Sunday, August 2, 2015

Melvin Earl Cummings - Monumental Sculptor of the City

Only one San Francisco resident was represented in the catalogue for the 1929 exhibition Contemporary American Sculpture presented at The California Palace of the Legion of Honor in conjunction with the National Sculpture Society.  Earl Cummings (Melvin Earl Cummings) also had the distinction of being San Francisco's representative on the Jury of Selection for the exhibition as well as being a member of the Board of Trustees of The California Palace of the Legion of Honor.  (The only other Northern Californian represented in the show was Joseph J. Mora, the sculptor of the Cervantes monument in Golden Gate Park.  Leo Lentelli, who moved to New York and is the subject of an earlier blog, is also included).

Cummings was born August 13, 1876 in Salt Lake City, Utah.  His father Melvin Elisha Cummings worked as a cashier at the Utah Commercial and Savings Bank.  Upon moving to San Francisco he was employed as a clerk for the Board of Public Works.  His grandfather James W. Cummings was a Mormon elder who arrived in the Utah Territory in 1851.  A man of local prominence, he was a Utah State Legislator and a Salt Lake City Councilman.

As a boy Melvin Cummings showed talent for wood carving.  He apprenticed himself to a carver and received training as he worked on the decoration of the Mormon Temple.

He won a San Francisco Art Association scholarship to attend the School of Design of the Mark Hopkins Institute of Art.  Under the tutelage of Douglas Tilden he had completed at least two works "Love and Death" and "Bohemia's Toast to the Owl" (then exhibited at the Bohemian Club).

At age 20 his family moved to San Francisco studied at the Mark Hopkins Art Institute under Douglas Tilden  The 1900 Crocker Langley San Francisco Directory lists Cummings as a student of Douglas Tilden living at 1121 Leavenworth.  He had exhibited a few works when Phoebe Hearst (widow of a U.S. Senator and mother of William Randolph Hearst) noted his talent and sent him to study at the École des Beaux Arts in Paris where he studied with Mercié and Louis Noël.  Below are a few of his Paris works.

Cummings in Paris with "A Portrait Bust" his first work accepted at the Paris Salon (1901)

 Design for A Mausoleum, ca. 1900-1
Les deux puissances, le bien et la mal (The Two Forces: Good and Evil) Paris Salon 1902

He presented one of his Paris salon works, "La Soif" (Thirst - also known as "Man Drinking Water"), as a gift to the City.   This sculpture portrays an elderly man on a rock. Cummings stated that he "donated the little figure to the city because it seemed so appropriate for the neighborhood of Washington Square."  He also noted that the model for this work was the same one who posed for Rodin's work "John the Baptist."

 La Soif in Marini Plaza
La Soif viewed in the context of Columbus Avenue / Washington Square

This 800 pound statue made the news in 1923 when it was feared to have been stolen by "narcotic addicts."  The truth turned out to be far less interesting. The Board of Public Works had considered removing it because they wished to turn the triangular space into a safety zone. Without notifying anyone, the Park Commission transferred the work into storage while they considered an alternate location for it.  In the end the statue was return to its rightful spot and in the process acquired a fountain that accounts for the visible trickle of water on the statue.

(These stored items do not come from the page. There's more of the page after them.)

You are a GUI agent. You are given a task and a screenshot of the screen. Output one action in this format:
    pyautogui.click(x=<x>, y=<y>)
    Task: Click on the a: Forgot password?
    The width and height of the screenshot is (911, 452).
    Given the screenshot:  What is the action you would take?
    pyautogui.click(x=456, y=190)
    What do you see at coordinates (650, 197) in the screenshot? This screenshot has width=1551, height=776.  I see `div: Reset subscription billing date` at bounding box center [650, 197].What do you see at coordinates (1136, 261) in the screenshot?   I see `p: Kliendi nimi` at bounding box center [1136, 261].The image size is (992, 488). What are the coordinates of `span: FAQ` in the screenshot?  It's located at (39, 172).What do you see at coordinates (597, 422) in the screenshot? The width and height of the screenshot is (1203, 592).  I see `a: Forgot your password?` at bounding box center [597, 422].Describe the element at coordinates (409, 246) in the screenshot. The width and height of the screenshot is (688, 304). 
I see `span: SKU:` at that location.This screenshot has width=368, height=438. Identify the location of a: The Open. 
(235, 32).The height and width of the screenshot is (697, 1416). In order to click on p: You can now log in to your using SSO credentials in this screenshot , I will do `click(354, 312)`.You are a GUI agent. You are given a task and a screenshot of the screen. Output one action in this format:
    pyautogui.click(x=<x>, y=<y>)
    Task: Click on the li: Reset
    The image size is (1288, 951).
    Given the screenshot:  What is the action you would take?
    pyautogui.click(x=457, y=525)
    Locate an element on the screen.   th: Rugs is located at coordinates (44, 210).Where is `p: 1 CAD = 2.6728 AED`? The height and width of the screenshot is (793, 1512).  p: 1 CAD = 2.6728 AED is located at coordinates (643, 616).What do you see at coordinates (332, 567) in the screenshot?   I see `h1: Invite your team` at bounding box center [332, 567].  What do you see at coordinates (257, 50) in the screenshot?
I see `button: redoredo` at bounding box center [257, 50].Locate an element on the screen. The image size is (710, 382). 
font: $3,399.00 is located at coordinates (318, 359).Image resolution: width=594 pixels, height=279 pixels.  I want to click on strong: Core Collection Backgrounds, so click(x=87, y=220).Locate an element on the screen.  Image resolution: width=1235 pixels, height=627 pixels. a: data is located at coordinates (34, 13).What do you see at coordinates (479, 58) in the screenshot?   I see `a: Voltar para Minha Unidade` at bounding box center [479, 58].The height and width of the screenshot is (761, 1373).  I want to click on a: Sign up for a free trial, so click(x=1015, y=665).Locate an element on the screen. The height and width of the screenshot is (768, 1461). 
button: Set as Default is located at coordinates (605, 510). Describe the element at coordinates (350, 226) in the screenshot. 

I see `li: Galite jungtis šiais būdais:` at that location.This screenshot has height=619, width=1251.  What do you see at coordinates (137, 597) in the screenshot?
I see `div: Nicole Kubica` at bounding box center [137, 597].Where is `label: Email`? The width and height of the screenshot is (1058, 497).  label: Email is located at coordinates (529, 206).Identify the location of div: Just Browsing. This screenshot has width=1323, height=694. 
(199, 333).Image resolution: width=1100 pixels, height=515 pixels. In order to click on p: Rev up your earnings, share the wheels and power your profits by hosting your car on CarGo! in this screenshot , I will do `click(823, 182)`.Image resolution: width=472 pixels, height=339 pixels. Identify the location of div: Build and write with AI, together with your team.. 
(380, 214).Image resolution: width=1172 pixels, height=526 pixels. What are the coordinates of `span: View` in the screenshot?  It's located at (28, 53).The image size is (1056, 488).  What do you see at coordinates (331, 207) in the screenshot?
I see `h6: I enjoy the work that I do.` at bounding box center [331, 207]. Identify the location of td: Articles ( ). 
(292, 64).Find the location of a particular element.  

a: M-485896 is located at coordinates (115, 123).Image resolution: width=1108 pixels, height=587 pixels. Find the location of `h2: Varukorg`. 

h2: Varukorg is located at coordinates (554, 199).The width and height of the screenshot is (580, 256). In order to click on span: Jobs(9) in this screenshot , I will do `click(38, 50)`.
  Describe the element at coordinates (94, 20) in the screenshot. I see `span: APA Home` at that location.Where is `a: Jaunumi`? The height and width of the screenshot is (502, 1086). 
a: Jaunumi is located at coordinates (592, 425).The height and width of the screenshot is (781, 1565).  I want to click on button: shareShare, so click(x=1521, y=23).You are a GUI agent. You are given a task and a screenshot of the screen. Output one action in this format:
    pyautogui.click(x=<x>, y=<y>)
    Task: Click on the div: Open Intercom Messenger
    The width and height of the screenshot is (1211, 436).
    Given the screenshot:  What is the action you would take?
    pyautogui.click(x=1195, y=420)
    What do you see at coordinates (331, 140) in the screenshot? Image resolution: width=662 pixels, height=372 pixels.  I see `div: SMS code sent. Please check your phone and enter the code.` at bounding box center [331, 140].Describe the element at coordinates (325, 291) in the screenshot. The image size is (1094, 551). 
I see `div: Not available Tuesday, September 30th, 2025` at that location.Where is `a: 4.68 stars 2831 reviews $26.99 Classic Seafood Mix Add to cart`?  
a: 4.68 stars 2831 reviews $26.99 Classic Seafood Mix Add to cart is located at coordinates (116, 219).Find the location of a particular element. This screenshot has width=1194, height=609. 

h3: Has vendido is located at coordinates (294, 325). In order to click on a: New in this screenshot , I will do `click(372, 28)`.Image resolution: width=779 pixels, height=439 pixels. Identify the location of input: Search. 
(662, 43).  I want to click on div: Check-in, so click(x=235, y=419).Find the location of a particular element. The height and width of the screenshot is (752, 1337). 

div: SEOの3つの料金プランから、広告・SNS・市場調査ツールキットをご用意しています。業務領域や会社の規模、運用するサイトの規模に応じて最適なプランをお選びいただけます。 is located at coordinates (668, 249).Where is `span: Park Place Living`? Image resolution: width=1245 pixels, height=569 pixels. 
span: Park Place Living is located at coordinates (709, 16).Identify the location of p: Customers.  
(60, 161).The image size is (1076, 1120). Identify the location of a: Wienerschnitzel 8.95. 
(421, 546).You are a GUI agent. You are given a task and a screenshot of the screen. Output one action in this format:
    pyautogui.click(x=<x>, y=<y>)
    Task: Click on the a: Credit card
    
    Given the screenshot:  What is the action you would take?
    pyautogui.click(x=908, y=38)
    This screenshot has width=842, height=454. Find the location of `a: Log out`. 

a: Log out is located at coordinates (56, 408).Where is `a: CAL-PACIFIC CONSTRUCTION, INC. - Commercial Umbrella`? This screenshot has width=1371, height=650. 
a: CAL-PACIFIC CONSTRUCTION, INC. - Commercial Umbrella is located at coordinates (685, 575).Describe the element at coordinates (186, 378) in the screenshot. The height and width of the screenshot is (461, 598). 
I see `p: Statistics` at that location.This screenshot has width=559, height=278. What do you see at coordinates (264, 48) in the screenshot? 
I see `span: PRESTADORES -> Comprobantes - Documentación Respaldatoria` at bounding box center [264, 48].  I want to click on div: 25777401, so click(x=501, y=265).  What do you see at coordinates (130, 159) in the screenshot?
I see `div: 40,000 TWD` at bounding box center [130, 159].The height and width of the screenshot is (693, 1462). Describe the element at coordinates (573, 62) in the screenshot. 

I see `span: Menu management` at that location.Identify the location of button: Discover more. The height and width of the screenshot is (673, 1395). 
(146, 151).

The 1905 Catalogue of the San Francisco Art Association noted that Cummings was "employed in a responsible position" for San Francisco's Department of Public Works. At the same time he worked as a professor at the Mark Hopkins Institute of Art where he taught the modeling classes.  He exhibited two works that year, both in plaster - a bust of his teacher Douglas Tilden and the earlier mention "Love and Death" which was owned by Mrs. Hearst herself.

On June 7, 1905 he married Guadalupe Rivas, the daughter of Isaac Rivas, a physician and surgeon who came to San Francisco in 1869 as the Mexican Consul.  Rivas was a prominent member of the community and was an early member of the Bohemian Club.

One of Cumming's most easily overlooked works is located in one of the most heavily traveled places in the City.  His commemorative plaque of Carl G. Larsen is visible, though probably unnoticed, to all pedestrians and vehicles on the west side of Route 1 / 19th Avenue at Ulloa Street.


The inscription reads: "Carl G. Larsen has generously given these two blocks to the City of San Francisco for park pleasure purposes A.D. MCMXXVIII."

http://webbie1.sfpl.org/multimedia/sfphotos/AAA-6966.jpg
M.E. Cummings and Carl G. Larsen stand before land Larsen gave city for park (source: San Francisco Historical Photograph Collection).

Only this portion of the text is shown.